Terrorists trained in Greece to cross over to Syria, Iraq: Sources
A picture taken on the island of Kos near Turkey shows the newly closed center for migrants, Greece, Nov. 27, 2021. (AFP Photo)


Revolutionary People’s Liberation Party-Front (DHKP-C) terrorists are to be trained in Greece’s Lavrion and will then cross over to northern Iraq and Syria, security sources said.

It was determined that a group of the terrorists will be sent to northern Iraq to join the PKK while another group will cross over to Syria to join the PKK’s Syrian wing, the YPG, the sources told Daily Sabah.

They added that the move signifies the DHKP-C's clear support for the PKK terrorist organization.

Greece has long been accused of being a favorite hideout for terrorists from the DHKP-C and PKK. Those fleeing Turkey have taken shelter in refugee camps in Lavrion near Athens under the guise of being asylum-seekers, especially in the 1980s. Despite the closure of Lavrion in 2013 amid pressure from Turkey, Greece continues to be the primary destination for DHKP-C terrorists.

The DHKP-C is responsible for a number of terrorist attacks in Turkey, including a 2013 attack on the United States Embassy in Ankara in which a Turkish security guard was killed.

The group is listed as a terrorist organization by Turkey, the U.S. and the European Union, which Greece is a member of.

The terrorist group pursues a far-left ideology and has been actively carrying out attacks and assassinations in the country since the 1980s, but its campaign of violence hit a snag when faced with Turkey’s barrage of counterterrorism operations. The DHKP-C’s most high-profile attacks include a suicide bombing that targeted the U.S. Embassy in the capital Ankara in 2013 and the killing of a prosecutor in an Istanbul courthouse in 2015.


Task directions. Look in the data below for the line that contains "Highlight flower.". Copy that line and the remaining lines exactly.
*** Data under study ***
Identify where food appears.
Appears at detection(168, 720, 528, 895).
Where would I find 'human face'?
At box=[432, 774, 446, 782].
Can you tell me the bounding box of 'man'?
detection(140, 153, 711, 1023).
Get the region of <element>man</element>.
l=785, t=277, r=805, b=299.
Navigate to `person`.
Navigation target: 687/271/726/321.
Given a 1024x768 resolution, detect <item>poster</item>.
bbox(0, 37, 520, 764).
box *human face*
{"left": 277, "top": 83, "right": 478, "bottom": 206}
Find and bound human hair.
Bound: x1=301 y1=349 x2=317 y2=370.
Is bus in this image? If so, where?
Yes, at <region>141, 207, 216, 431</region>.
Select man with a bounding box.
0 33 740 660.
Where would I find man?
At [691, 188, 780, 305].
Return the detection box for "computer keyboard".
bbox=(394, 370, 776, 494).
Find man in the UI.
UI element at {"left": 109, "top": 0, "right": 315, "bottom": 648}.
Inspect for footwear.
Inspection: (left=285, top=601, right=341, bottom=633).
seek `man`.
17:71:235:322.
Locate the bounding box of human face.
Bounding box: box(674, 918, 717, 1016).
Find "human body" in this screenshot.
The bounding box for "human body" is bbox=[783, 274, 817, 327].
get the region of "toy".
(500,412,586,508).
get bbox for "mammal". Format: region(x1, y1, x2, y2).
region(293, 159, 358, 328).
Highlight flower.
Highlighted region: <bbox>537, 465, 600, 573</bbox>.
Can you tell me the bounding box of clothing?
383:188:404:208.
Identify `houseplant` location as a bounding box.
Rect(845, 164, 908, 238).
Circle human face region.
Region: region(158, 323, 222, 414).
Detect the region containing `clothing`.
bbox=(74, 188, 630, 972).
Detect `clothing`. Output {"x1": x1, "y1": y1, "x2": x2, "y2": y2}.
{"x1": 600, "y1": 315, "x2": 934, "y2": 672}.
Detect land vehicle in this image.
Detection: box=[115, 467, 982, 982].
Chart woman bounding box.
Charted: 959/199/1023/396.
*** End of Data under study ***
Answer to the exercise.
Highlight flower.
Highlighted region: <bbox>537, 465, 600, 573</bbox>.
Can you tell me the bounding box of clothing?
383:188:404:208.
Identify `houseplant` location as a bounding box.
Rect(845, 164, 908, 238).
Circle human face region.
Region: region(158, 323, 222, 414).
Detect the region containing `clothing`.
bbox=(74, 188, 630, 972).
Detect `clothing`. Output {"x1": x1, "y1": y1, "x2": x2, "y2": y2}.
{"x1": 600, "y1": 315, "x2": 934, "y2": 672}.
Detect land vehicle in this image.
Detection: box=[115, 467, 982, 982].
Chart woman bounding box.
Charted: 959/199/1023/396.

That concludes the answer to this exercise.